On 15/04/25 03:38, Constantine A. Murenin wrote:
Also, the same principle that prevents Spain from selectively blocking
a single Cloudflare site, also prevents me, as a network
administrator, in the privacy of my own home, from blocking ads and
other undesirable resources throughout the entirety of my home
network, on all devices, in bulk.
You control the endpoints of the communication, so you may install
uBlock Origin in your browser.
Unless your browser happens to run on an iPhone, in which case - you had
free choice to buy a phone that supported ad-blocking or one where you
were prevented from ad-blocking, so you have nobody to blame for that
choice but yourself.
Unless you live in one of those weird social circles where the text
bubbles have to be blue or you get ostracized.
And after the ability to do this network-wide blocking has been
removed, Cloudflare's partners are also slowly but surely removing the
ability to block said content within your own endpoint devices, too,
by removing all the ad-blockers from all the stores, and preventing
relevant API access from within the browser, too; plus making it a ToS
violation to alter website contents through a plug-in. Sorry, but
Cloudflare is not a good guy in this story.
Absolutely. Don't buy those products. Encourage everyone you know to not
buy those products. They'll get the message eventually.
The web may well split in two: a free one, and an enslaved one. It will
be a real shame if the enslaved-net overlaps 100% with the
hard-to-censor-net. It will probably overlap 100% with the
do-not-want-to-censor-net, because most large content companies bend the
knee immediately at the slightest threat of blocking. To some extent,
this sort of thing already happened with Tor.
A network serves one master, but an inter-network, being comprised of
many networks, serves many masters. All that can be done in protocol
design is to make it all-or-nothing, on purpose, which is why things
have been going this way in the past 30 years of protocol design. By
aligning incentives a certain way, the least bad tradeoff for each
master is to maximize access to information. When you're a dictator who
can suppress dissent for no cost, you do so. When you're a dictator who
can only suppress dissent by destroying everything that you rule over,
you resign because all outcomes are bad for you. Think of it like the
second amendment of the internet, or mutually assured destruction.
I don't like Cloudflare but they are in the right in this particular
situation. We'll see whether Spain can politically tolerate shutting
down half the internet during football matches. Remember, Italy made the
same decision several months ago, but quickly reversed it and went so
far as to pretend it never happened. If it wasn't like this with
Cloudflare, they'd probably block a handful of small hosting provider
ASNs permanently. Is that good?
(this is a quote - formatting accidentally removed because Thunderbird is
terrible)
Not quite, because the entire Wikipedia in all languages is then
simply blocked, so, they're not even able to read any of the other
articles from Wikipedia either, in any language. This violates primal
protocol design principles of flexibility and resilience, business
continuity and backwards compatibility.
(my answer)
Flexibility for who? Resilience for who?
A protocol which gives dictators the flexibility to resiliently block
dissent isn't necessarily a good thing, unless you're the dictator. (Are
you?)
A protocol which gives political dissidents the flexibility to
resiliently communicate with each other seems better, doesn't it? You
can't have both. It's flexible and resilient for one or the other. (Or
neither, in which case it sucks)
Are you trying to make one single internet, which implies that local
administrators cannot selectively block things, or are you trying to
make a fragmented internet where you're only connected to part of it and
which part depends on how you connect?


What you have to do -> Omit the pictures. Transcribe exactly the lines below, from the one with "Find all labels, buttons, inputs, and" up to and including the last.
(Records to process)
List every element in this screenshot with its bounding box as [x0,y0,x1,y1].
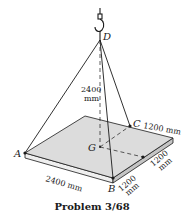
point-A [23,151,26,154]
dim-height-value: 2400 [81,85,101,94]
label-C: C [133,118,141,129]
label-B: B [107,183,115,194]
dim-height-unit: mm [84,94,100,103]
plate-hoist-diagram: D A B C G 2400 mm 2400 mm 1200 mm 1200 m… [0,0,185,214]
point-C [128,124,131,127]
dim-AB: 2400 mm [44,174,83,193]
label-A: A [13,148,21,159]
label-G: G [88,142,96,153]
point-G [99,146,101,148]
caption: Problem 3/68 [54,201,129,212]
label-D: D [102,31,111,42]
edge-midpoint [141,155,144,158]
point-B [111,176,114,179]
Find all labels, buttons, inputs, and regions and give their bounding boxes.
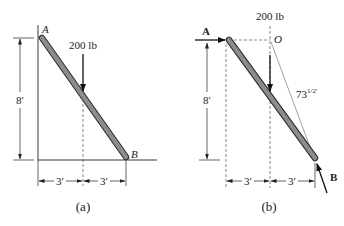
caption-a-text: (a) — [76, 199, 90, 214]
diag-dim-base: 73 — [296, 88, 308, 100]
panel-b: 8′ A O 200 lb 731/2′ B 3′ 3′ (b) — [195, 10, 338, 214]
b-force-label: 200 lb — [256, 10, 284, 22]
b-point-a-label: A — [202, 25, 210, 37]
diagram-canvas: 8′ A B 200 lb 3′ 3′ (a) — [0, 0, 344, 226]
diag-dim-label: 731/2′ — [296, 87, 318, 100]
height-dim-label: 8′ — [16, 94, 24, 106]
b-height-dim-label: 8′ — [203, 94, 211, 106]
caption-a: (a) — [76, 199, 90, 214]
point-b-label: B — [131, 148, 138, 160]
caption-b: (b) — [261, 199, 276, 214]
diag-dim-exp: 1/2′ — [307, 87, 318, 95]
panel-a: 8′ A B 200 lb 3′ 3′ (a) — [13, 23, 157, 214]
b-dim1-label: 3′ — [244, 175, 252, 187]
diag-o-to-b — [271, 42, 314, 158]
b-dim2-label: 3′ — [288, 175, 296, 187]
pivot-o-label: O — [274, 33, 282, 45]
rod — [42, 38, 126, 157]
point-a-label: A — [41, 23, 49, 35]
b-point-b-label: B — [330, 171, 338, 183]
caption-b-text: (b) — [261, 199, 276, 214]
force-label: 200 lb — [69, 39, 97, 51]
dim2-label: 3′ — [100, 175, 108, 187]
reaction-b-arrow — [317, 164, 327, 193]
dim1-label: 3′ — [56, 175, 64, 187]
(End Records to process)
Exercise result ->
Find all labels, buttons, inputs, and regions and give their bounding boxes.
caption-a-text: (a) — [76, 199, 90, 214]
diag-dim-base: 73 — [296, 88, 308, 100]
panel-b: 8′ A O 200 lb 731/2′ B 3′ 3′ (b) — [195, 10, 338, 214]
b-force-label: 200 lb — [256, 10, 284, 22]
b-point-a-label: A — [202, 25, 210, 37]
diagram-canvas: 8′ A B 200 lb 3′ 3′ (a) — [0, 0, 344, 226]
diag-dim-label: 731/2′ — [296, 87, 318, 100]
height-dim-label: 8′ — [16, 94, 24, 106]
b-height-dim-label: 8′ — [203, 94, 211, 106]
caption-a: (a) — [76, 199, 90, 214]
point-b-label: B — [131, 148, 138, 160]
caption-b: (b) — [261, 199, 276, 214]
diag-dim-exp: 1/2′ — [307, 87, 318, 95]
panel-a: 8′ A B 200 lb 3′ 3′ (a) — [13, 23, 157, 214]
b-dim1-label: 3′ — [244, 175, 252, 187]
diag-o-to-b — [271, 42, 314, 158]
b-dim2-label: 3′ — [288, 175, 296, 187]
pivot-o-label: O — [274, 33, 282, 45]
rod — [42, 38, 126, 157]
point-a-label: A — [41, 23, 49, 35]
b-point-b-label: B — [330, 171, 338, 183]
caption-b-text: (b) — [261, 199, 276, 214]
force-label: 200 lb — [69, 39, 97, 51]
dim2-label: 3′ — [100, 175, 108, 187]
reaction-b-arrow — [317, 164, 327, 193]
dim1-label: 3′ — [56, 175, 64, 187]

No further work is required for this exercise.